As I said, Bird Dog is the rarest of things, and the most valuable to me. A stranger that tells me what his life is like. He does it inferentially, mostly. A lot of words offered mean obfuscation. There was a reason Eisenhower required all major proposals to be presented to him on one foolscap page. It wasn’t because he was dumb and couldn’t read. He knew the authors would use any more than that to obfuscate, and dissemble, and cover their ass. So Bird Dog says read this, and offers a mordant word or two, and occasionally says: this is where I go, and this is what I do, and this is what I like, and this is what I think. Other than young ladies that disrobe and are ambivalent about the presence of a camera in the room, what is best in Intertunnel life besides that?

He reads T.S. Eliot. Did, and does. I did not, and don’t, so him telling me he does means I might.

“The Love Song of J. Alfred Prufrock” is very good, of course, but it’s a WASPy thing, and so, stranieri.

In the room the women come and go
Talking of Michelangelo.

I’m with the broads on this one.

A man is what he is, sometimes. I don’t know if I ever had it in me to be a souper, but old men just eat what’s put in front of them and don’t worry so much.

But the urge for words does comes to me from some place now; from an inaccessible but visible stone that disgorges its faeries nightly. The land of the nervously fingered beads, and Cuchulain, too.
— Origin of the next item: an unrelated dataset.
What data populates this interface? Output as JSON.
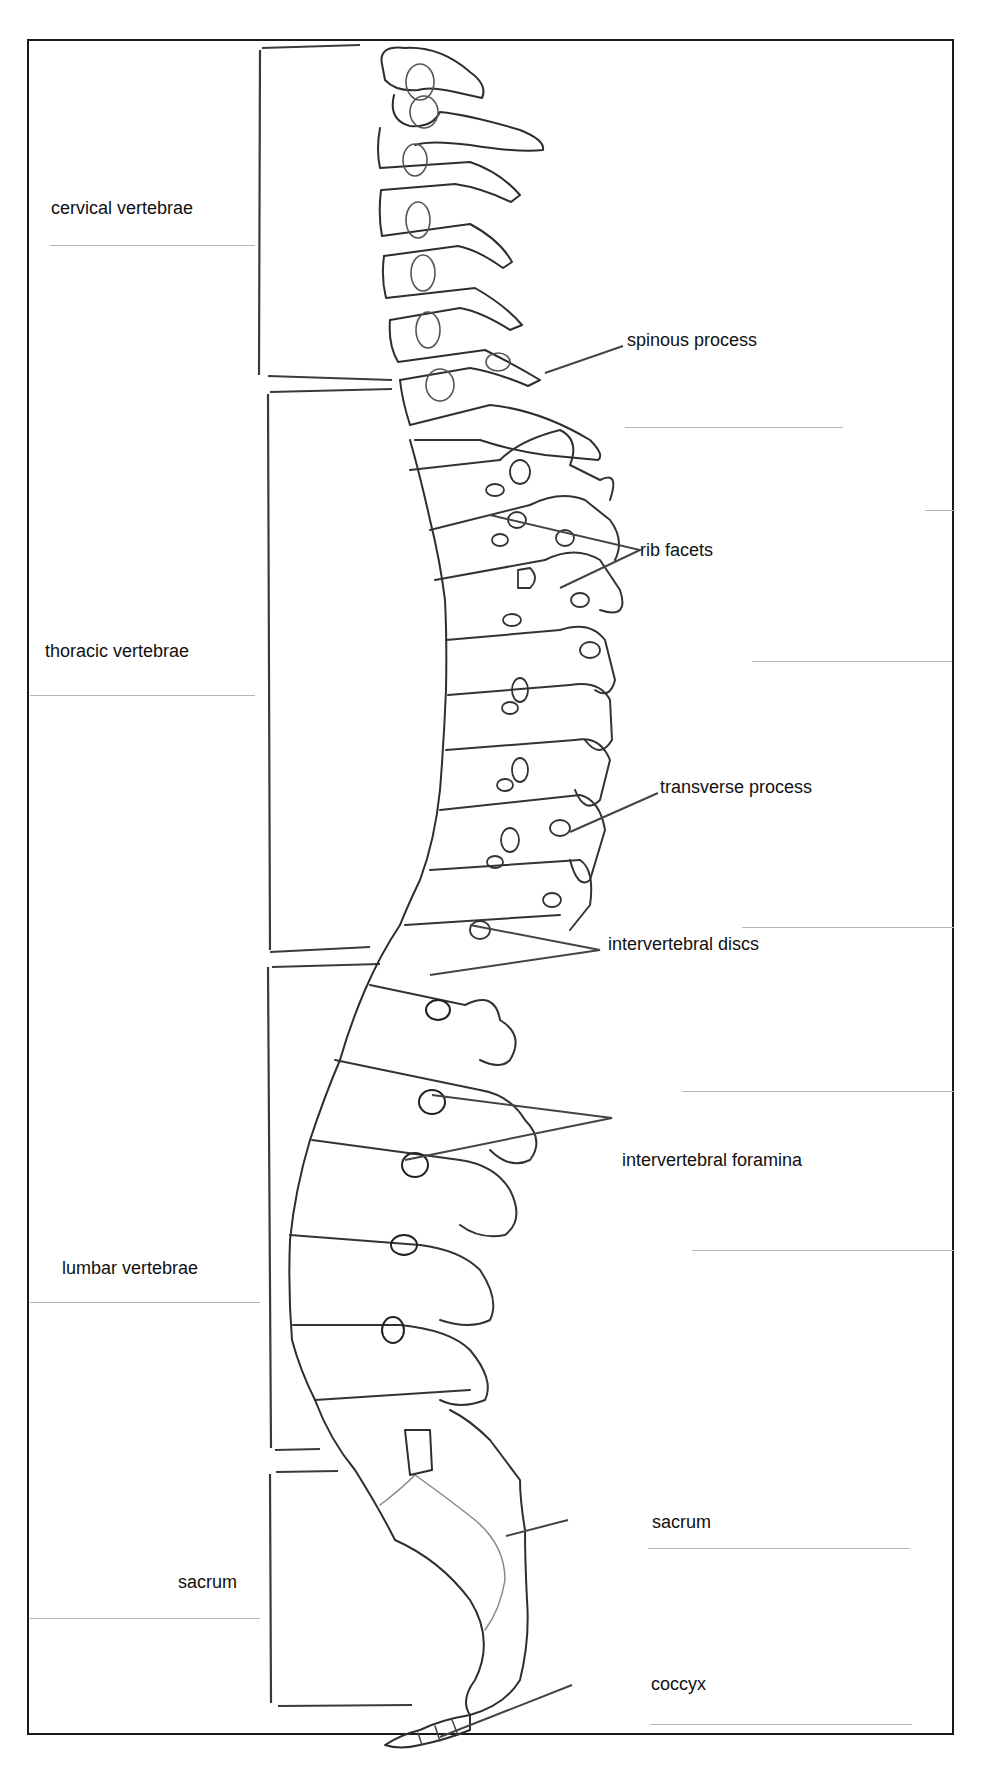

WHAT shall I do with this absurdity –
O heart, O troubled heart – this caricature,
Decrepit age that has been tied to me
As to a dog’s tail?
Never had I more
Excited, passionate, fantastical
Imagination, nor an ear and eye
That more expected the impossible –
No, not in boyhood when with rod and fly,
Or the humbler worm, I climbed Ben Bulben’s back
And had the livelong summer day to spend.
It seems that I must bid the Muse go pack,
Choose Plato and Plotinus for a friend
Until imagination, ear and eye,
Can be content with argument and deal
In abstract things; or be derided by
A sort of battered kettle at the heel.

7 Responses

  1. Thanks, Sam. If it's true, it's my father talking.

    I read Gagdad Bob for different-the-same reasons as Bird Dog.

  2. Start here and go slowly:

    http://www.tristan.icom43.net/quartets/

    In my beginning is my end. In succession
    Houses rise and fall, crumble, are extended,
    Are removed, destroyed, restored, or in their place
    Is an open field, or a factory, or a by-pass.
    Old stone to new building, old timber to new fires,
    Old fires to ashes, and ashes to the earth
    Which is already flesh, fur and faeces,
    Bone of man and beast, cornstalk and leaf.
    Houses live and die: there is a time for building
    And a time for living and for generation
    And a time for the wind to break the loosened pane
    And to shake the wainscot where the field-mouse trots
    And to shake the tattered arras woven with a silent motto.